Another thing I noticed about FTNY this year was that my writing, overall, got better.  There were way less rants than usual, and the negative criticism was more pointed (I know, finally he’s talking about literature, which is the point; sheesh).  Which, I’m sure you care about (not).  And, I found that the scope of this whole thing has changed.  It’s more, just…me. It’s me experiencing your stories. And I like that. 

Also, I have been asked how I write this thing without a filter. But there is definitely a filter. The wizard told me that if I didn’t filter, every post would be about anal sex.  And…that’s fair. 

Overall, I’ve grown more to believe that there are two responses to Art. There is an objective response to literature, or Art, in general.  One should be able to look at it and say, backed by a rich collection of knowledge and experience, this is working, and it’s working here because and it’s working there because.  And one should also be able to say, this is not working, and it’s not working here because.  And from the objective standpoint, there are known good works and known bad works and yeah, maybe some people play contrarian to those too, and that’s fine.  What I’m trying to say is that there is a reasonable burden of proof for Art, and we should be talking about that on FTNY. And we do.  But, just like Art, this project has become my own window.  Instead of looking at life and painting how it reflects and refracts off of my own lens, as is the nature of Art, I’m looking at you, kid, and writing how that is reflected and refracted by me.  This is the other response, the truly subjective critique.  The whole life approach to picking apart one of your stories.  Under that definition, this project has grown more mature, like a fine, stank ass cheese.  And I shudder to think what that experience is like from the author’s perspective, because how can you know what I’ve been through, what I’ve seen?  What I’m bringing to the table with my whole life?

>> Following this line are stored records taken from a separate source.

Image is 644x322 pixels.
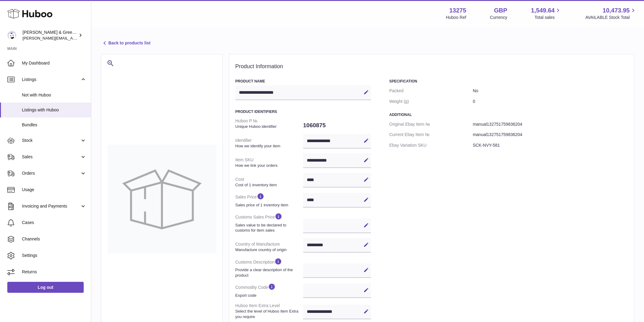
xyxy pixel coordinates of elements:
dt: Commodity Code [235,280,303,300]
h3: Specification [389,79,628,84]
dt: Cost [235,174,303,190]
dd: No [473,86,628,96]
dt: Item SKU [235,155,303,171]
img: no-photo-large.jpg [108,145,216,254]
dt: Huboo P № [235,116,303,131]
strong: Unique Huboo identifier [235,124,302,129]
dt: Country of Manufacture [235,239,303,255]
div: [PERSON_NAME] & Green Ltd [23,30,78,41]
dt: Current Ebay Item № [389,129,473,140]
span: Not with Huboo [22,92,86,98]
span: Invoicing and Payments [22,203,80,209]
a: Back to products list [101,40,150,47]
span: Usage [22,187,86,193]
span: 1,549.64 [531,6,555,15]
a: 1,549.64 Total sales [531,6,562,21]
dd: manual132751759836204 [473,129,628,140]
dd: 0 [473,96,628,107]
a: Log out [7,282,84,293]
strong: Cost of 1 inventory item [235,183,302,188]
strong: 13275 [449,6,466,15]
h3: Product Name [235,79,371,84]
dt: Original Ebay Item № [389,119,473,130]
img: ellen@bluebadgecompany.co.uk [7,31,16,40]
dt: Sales Price [235,190,303,210]
strong: Manufacture country of origin [235,247,302,253]
dt: Customs Description [235,255,303,280]
div: Currency [490,15,507,21]
span: Listings [22,77,80,82]
span: Returns [22,269,86,275]
dt: Packed [389,86,473,96]
span: Sales [22,154,80,160]
dt: Customs Sales Price [235,210,303,235]
dd: SCK-NVY-581 [473,140,628,151]
strong: GBP [494,6,507,15]
h3: Additional [389,112,628,117]
span: My Dashboard [22,60,86,66]
span: Total sales [534,15,561,21]
strong: Export code [235,293,302,298]
span: Channels [22,236,86,242]
dt: Huboo Item Extra Level [235,300,303,322]
strong: Sales value to be declared to customs for item sales [235,223,302,233]
h2: Product Information [235,63,628,70]
dt: Identifier [235,135,303,151]
strong: Select the level of Huboo Item Extra you require [235,309,302,319]
dt: Weight (g) [389,96,473,107]
dt: Ebay Variation SKU [389,140,473,151]
dd: 1060875 [303,119,371,132]
span: Listings with Huboo [22,107,86,113]
span: Settings [22,253,86,259]
div: Huboo Ref [446,15,466,21]
span: Orders [22,171,80,176]
span: Cases [22,220,86,225]
a: 10,473.95 AVAILABLE Stock Total [585,6,637,21]
strong: Sales price of 1 inventory item [235,203,302,208]
span: Bundles [22,122,86,128]
strong: Provide a clear description of the product [235,268,302,278]
span: AVAILABLE Stock Total [585,15,637,21]
span: [PERSON_NAME][EMAIL_ADDRESS][DOMAIN_NAME] [23,35,122,41]
strong: How we identify your item [235,144,302,149]
span: Stock [22,138,80,144]
h3: Product Identifiers [235,109,371,114]
dd: manual132751759836204 [473,119,628,130]
span: 10,473.95 [602,6,630,15]
strong: How we link your orders [235,163,302,168]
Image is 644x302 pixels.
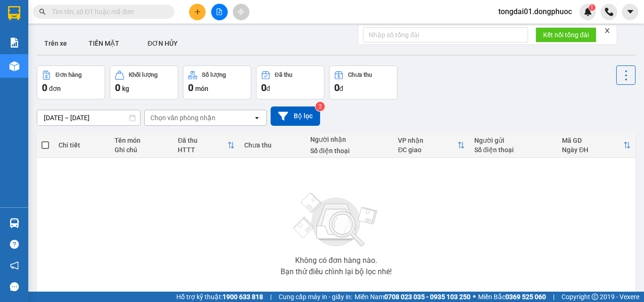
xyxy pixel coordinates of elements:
button: Đơn hàng0đơn [37,66,105,99]
div: Khối lượng [129,72,158,78]
span: aim [238,8,244,15]
button: Bộ lọc [271,107,321,126]
div: Không có đơn hàng nào. [295,257,378,264]
img: svg+xml;base64,PHN2ZyBjbGFzcz0ibGlzdC1wbHVnX19zdmciIHhtbG5zPSJodHRwOi8vd3d3LnczLm9yZy8yMDAwL3N2Zy... [289,187,383,253]
button: Kết nối tổng đài [536,27,597,42]
div: Ghi chú [115,147,169,154]
span: copyright [592,294,599,301]
th: Toggle SortBy [557,133,636,158]
span: 0 [188,82,193,93]
div: Người nhận [310,136,389,144]
span: đ [266,85,270,93]
div: ĐC giao [398,147,457,154]
button: caret-down [622,4,639,20]
span: đ [340,85,343,93]
div: Tên món [115,137,169,144]
sup: 1 [589,4,596,11]
img: solution-icon [10,38,19,47]
span: question-circle [10,240,19,249]
button: Đã thu0đ [256,66,324,99]
div: Số điện thoại [310,147,389,155]
img: icon-new-feature [584,7,592,16]
span: đơn [49,85,61,93]
button: Số lượng0món [183,66,252,99]
span: món [195,85,209,93]
div: Bạn thử điều chỉnh lại bộ lọc nhé! [281,269,392,276]
span: notification [10,261,19,270]
span: close [604,27,611,34]
img: warehouse-icon [10,218,19,228]
span: | [270,292,272,302]
button: Chưa thu0đ [329,66,398,99]
strong: 1900 633 818 [223,293,264,301]
img: warehouse-icon [10,61,19,71]
div: Số lượng [202,72,226,78]
span: caret-down [626,7,635,16]
span: ⚪️ [473,295,476,299]
button: Trên xe [37,32,75,55]
div: Chưa thu [348,72,372,78]
sup: 2 [315,102,325,111]
span: file-add [216,8,223,15]
span: | [553,292,554,302]
strong: 0708 023 035 - 0935 103 250 [384,293,471,301]
button: file-add [211,4,228,20]
span: Miền Nam [355,292,471,302]
div: Đã thu [275,72,292,78]
input: Select a date range. [37,110,140,125]
span: 1 [591,4,594,11]
span: message [10,283,19,292]
span: Hỗ trợ kỹ thuật: [176,292,264,302]
span: TIỀN MẶT [89,40,119,47]
th: Toggle SortBy [393,133,470,158]
div: Chọn văn phòng nhận [150,113,215,123]
div: HTTT [178,147,227,154]
svg: open [253,114,261,121]
span: Cung cấp máy in - giấy in: [279,292,352,302]
span: tongdai01.dongphuoc [491,6,580,18]
span: ĐƠN HỦY [147,40,178,47]
span: Kết nối tổng đài [543,30,589,40]
div: VP nhận [398,137,457,144]
span: search [39,8,46,15]
img: logo-vxr [8,6,20,20]
div: Chưa thu [244,141,301,149]
span: 0 [42,82,47,93]
img: phone-icon [606,7,614,16]
div: Đã thu [178,137,227,144]
span: kg [122,85,130,93]
span: 0 [261,82,266,93]
strong: 0369 525 060 [506,293,546,301]
input: Tìm tên, số ĐT hoặc mã đơn [52,7,163,17]
span: 0 [115,82,120,93]
input: Nhập số tổng đài [363,27,529,42]
span: plus [195,8,201,15]
div: Đơn hàng [56,72,81,78]
div: Số điện thoại [474,147,553,154]
button: Khối lượng0kg [110,66,178,99]
div: Mã GD [563,137,623,144]
div: Ngày ĐH [563,147,623,154]
span: 0 [335,82,340,93]
button: plus [189,4,206,20]
div: Người gửi [474,137,553,144]
th: Toggle SortBy [173,133,239,158]
button: aim [233,4,249,20]
span: Miền Bắc [478,292,546,302]
div: Chi tiết [58,141,105,149]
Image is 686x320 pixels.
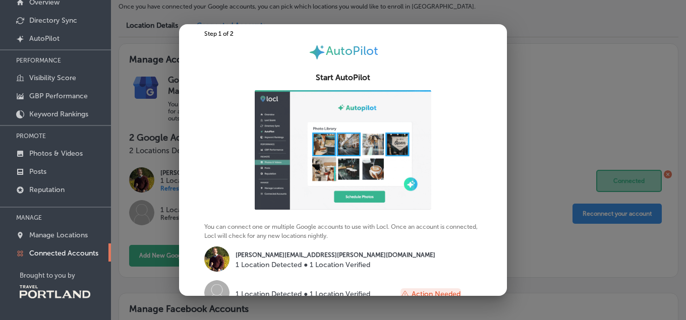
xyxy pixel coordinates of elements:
p: Brought to you by [20,272,111,279]
span: AutoPilot [326,43,378,58]
p: You can connect one or multiple Google accounts to use with Locl. Once an account is connected, L... [204,90,482,308]
p: 1 Location Detected ● 1 Location Verified [236,260,435,270]
div: Step 1 of 2 [179,30,507,37]
img: ap-gif [255,90,431,210]
p: Directory Sync [29,16,77,25]
h2: Start AutoPilot [191,73,495,82]
p: Photos & Videos [29,149,83,158]
img: autopilot-icon [308,43,326,61]
p: Action Needed [412,289,460,300]
p: Connected Accounts [29,249,98,258]
p: [PERSON_NAME][EMAIL_ADDRESS][PERSON_NAME][DOMAIN_NAME] [236,251,435,260]
p: AutoPilot [29,34,60,43]
p: Posts [29,167,46,176]
p: 1 Location Detected ● 1 Location Verified [236,289,370,300]
p: Visibility Score [29,74,76,82]
img: Travel Portland [20,285,90,299]
p: Manage Locations [29,231,88,240]
p: Reputation [29,186,65,194]
p: GBP Performance [29,92,88,100]
p: Keyword Rankings [29,110,88,119]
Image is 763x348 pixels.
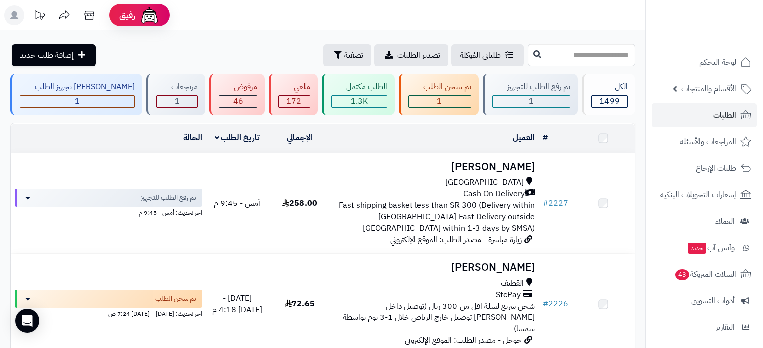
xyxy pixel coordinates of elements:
a: ملغي 172 [267,74,319,115]
a: طلبات الإرجاع [651,156,757,181]
span: 1 [437,95,442,107]
a: الطلب مكتمل 1.3K [319,74,397,115]
span: 1 [75,95,80,107]
span: 1.3K [350,95,368,107]
span: زيارة مباشرة - مصدر الطلب: الموقع الإلكتروني [390,234,521,246]
div: Open Intercom Messenger [15,309,39,333]
div: مرتجعات [156,81,198,93]
a: تم شحن الطلب 1 [397,74,480,115]
button: تصفية [323,44,371,66]
a: المراجعات والأسئلة [651,130,757,154]
a: الطلبات [651,103,757,127]
span: أدوات التسويق [691,294,735,308]
span: 72.65 [285,298,314,310]
div: 1 [20,96,134,107]
span: السلات المتروكة [674,268,736,282]
a: تصدير الطلبات [374,44,448,66]
a: الحالة [183,132,202,144]
span: وآتس آب [686,241,735,255]
a: طلباتي المُوكلة [451,44,523,66]
div: [PERSON_NAME] تجهيز الطلب [20,81,135,93]
a: #2226 [543,298,568,310]
span: [DATE] - [DATE] 4:18 م [212,293,262,316]
span: العملاء [715,215,735,229]
span: أمس - 9:45 م [214,198,260,210]
div: 172 [279,96,309,107]
span: 172 [286,95,301,107]
a: مرفوض 46 [207,74,267,115]
a: العملاء [651,210,757,234]
span: 258.00 [282,198,317,210]
div: الكل [591,81,627,93]
div: 1277 [331,96,387,107]
a: العميل [512,132,534,144]
a: إضافة طلب جديد [12,44,96,66]
div: تم رفع الطلب للتجهيز [492,81,570,93]
a: إشعارات التحويلات البنكية [651,183,757,207]
span: لوحة التحكم [699,55,736,69]
a: تم رفع الطلب للتجهيز 1 [480,74,580,115]
span: تم شحن الطلب [155,294,196,304]
div: 1 [409,96,470,107]
span: إشعارات التحويلات البنكية [660,188,736,202]
span: StcPay [495,290,520,301]
span: التقارير [715,321,735,335]
span: # [543,298,548,310]
a: مرتجعات 1 [144,74,207,115]
div: 1 [156,96,197,107]
div: 46 [219,96,257,107]
a: أدوات التسويق [651,289,757,313]
a: تاريخ الطلب [215,132,260,144]
h3: [PERSON_NAME] [334,161,534,173]
a: السلات المتروكة43 [651,263,757,287]
span: Cash On Delivery [463,189,524,200]
span: شحن سريع لسلة اقل من 300 ريال (توصيل داخل [PERSON_NAME] توصيل خارج الرياض خلال 1-3 يوم بواسطة سمسا) [342,301,534,336]
span: تم رفع الطلب للتجهيز [141,193,196,203]
span: رفيق [119,9,135,21]
div: 1 [492,96,570,107]
span: المراجعات والأسئلة [679,135,736,149]
span: 1 [174,95,179,107]
a: لوحة التحكم [651,50,757,74]
a: وآتس آبجديد [651,236,757,260]
span: 1 [528,95,533,107]
span: 1499 [599,95,619,107]
a: #2227 [543,198,568,210]
span: الطلبات [713,108,736,122]
span: جوجل - مصدر الطلب: الموقع الإلكتروني [405,335,521,347]
a: تحديثات المنصة [27,5,52,28]
h3: [PERSON_NAME] [334,262,534,274]
a: الكل1499 [580,74,637,115]
a: [PERSON_NAME] تجهيز الطلب 1 [8,74,144,115]
span: Fast shipping basket less than SR 300 (Delivery within [GEOGRAPHIC_DATA] Fast Delivery outside [G... [338,200,534,235]
span: القطيف [500,278,523,290]
span: إضافة طلب جديد [20,49,74,61]
span: جديد [687,243,706,254]
div: اخر تحديث: أمس - 9:45 م [15,207,202,218]
a: التقارير [651,316,757,340]
span: # [543,198,548,210]
a: # [543,132,548,144]
div: تم شحن الطلب [408,81,471,93]
span: 46 [233,95,243,107]
div: ملغي [278,81,309,93]
span: طلباتي المُوكلة [459,49,500,61]
div: مرفوض [219,81,257,93]
span: تصفية [344,49,363,61]
span: [GEOGRAPHIC_DATA] [445,177,523,189]
span: 43 [675,270,689,281]
span: تصدير الطلبات [397,49,440,61]
img: ai-face.png [139,5,159,25]
span: طلبات الإرجاع [695,161,736,175]
span: الأقسام والمنتجات [681,82,736,96]
div: الطلب مكتمل [331,81,387,93]
div: اخر تحديث: [DATE] - [DATE] 7:24 ص [15,308,202,319]
a: الإجمالي [287,132,312,144]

And I think that’s the whole goddamn point of this fucking useless endeavor that is Art.  You can’t know.  But what you do know is that I do have that whole visceral experience of living, just like you do.  And the moment that the author or editor puts their own experience above the collective unconscious, that story will no longer ring true and I’m here to steamroll that cocksucker.

So, there it is.  Am I in for year six?  You bet your pampered New York ass I am.  As long as there is breath in your fucking abysmal fiction department, there’ll be a David out here to your Goliath.  Except, I don’t need to slay your giant.  I don’t need to conquer you or take your lands or beat my chest just to beat it.  I’m here defending thousands of real writers and millions of readers.  I’m here standing up for that moment when you finish a truly astonishing short story and the more you try to articulate it, to yourself or others, you just break down in tears because you can’t even understand how beautiful it was, you are thankful you just witnessed it, and you are sad you cannot do it for the first time ever again.  You cry because you poured your whole self into something that an author poured their whole self into as well, and not an ounce of it came up lacking.

FTNY, year five in review, motherfuckers!  We did it!  Everyone lived!

Peace out, you lovable little meat sacks, the results of your dad creampieing your mom like a gonzo Pornhub shoot!